Moore's strongest argument might be that we already have socialized services in the U.S., namely police forces, fire departments, public schools and libraries, and those haven't turned us into Communists, so why not just add one more public service, healthcare, and then call it a day?
Moore then does a bit of what he later did in "Where to Invade Next", comparing the broken U.S. healthcare system to the ones in other countries, and then goes for the jugular by showing us people who were 9/11 first responders who have been denied medical coverage in the U.S. - even though they were promised coverage for their injuries, the amount of paperwork roadblocks that were put in their way often prevented them from getting the treatment they needed - meanwhile, our Congressmen get free medical care, something that we should think about taking away, if they're going to deny it to others.
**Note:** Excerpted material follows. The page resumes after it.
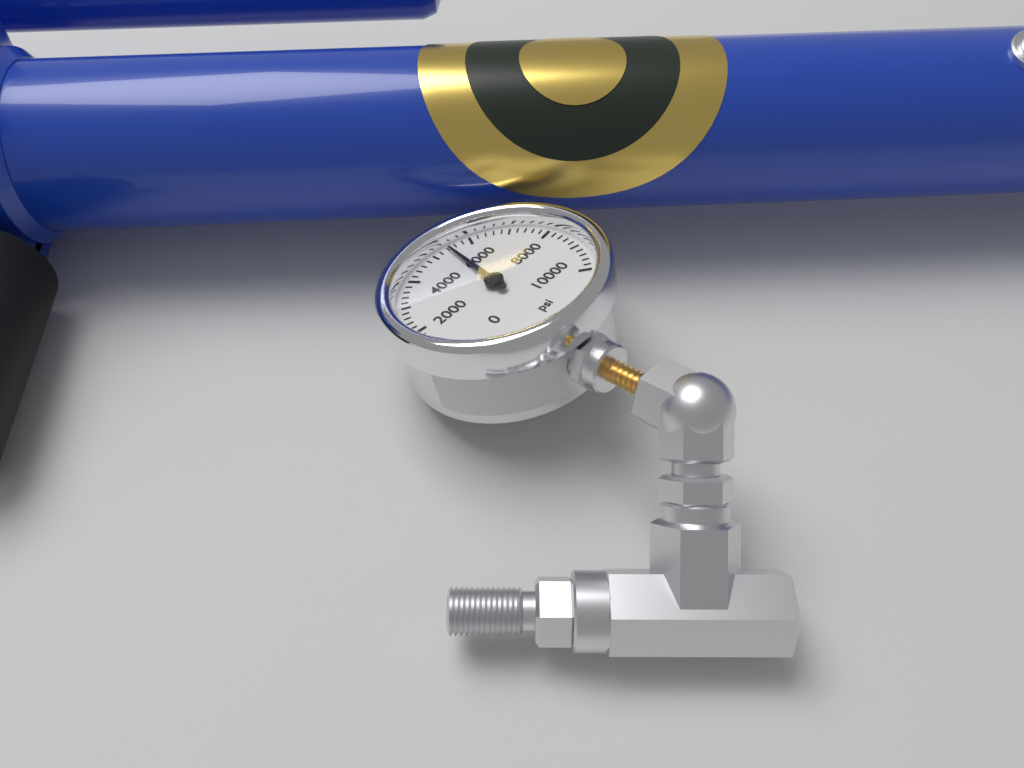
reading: 5400 psi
The biggest gut-punch to these ailing heroes was the realization that the captured terrorist suspects at Guantanamo Bay were getting medical care, and they weren't.
So Moore took a bunch of these 9/11 heroes and sailed around Guantanamo Bay with a bullhorn, to request the same medical care for these Americans that our enemies were getting inside - which is one of those total dick moves that Moore is famous for, like ambushing CEOs that don't want to be interviewed or that shady crap he pulled in the gun store near Columbine. I mean, come on, he KNEW that they weren't going to open up a military installation like Gitmo just to give some regular citizens a check-up, right? But then he surprised me by doing the decent thing, and getting them some quality medical care at deep discount prices in Havana. So maybe he does have a heart after all, even if it's a bleeding one.
Moore also relates how he paid the medical bills for the wife one of his enemies, who ran a bunch of anti-Michael Moore web-sites but couldn't keep the sites running and pay those medical bills. Well, you know someone's really a champion of free speech when he defends someone else's right to say nasty things about him. But this doesn't really count as a good deed in my book if he also puts it in his own documentary to show everyone what a great human he is.
Also starring (in archive footage): George W. Bush, Bill Clinton, Hilary Clinton, Richard Nixon.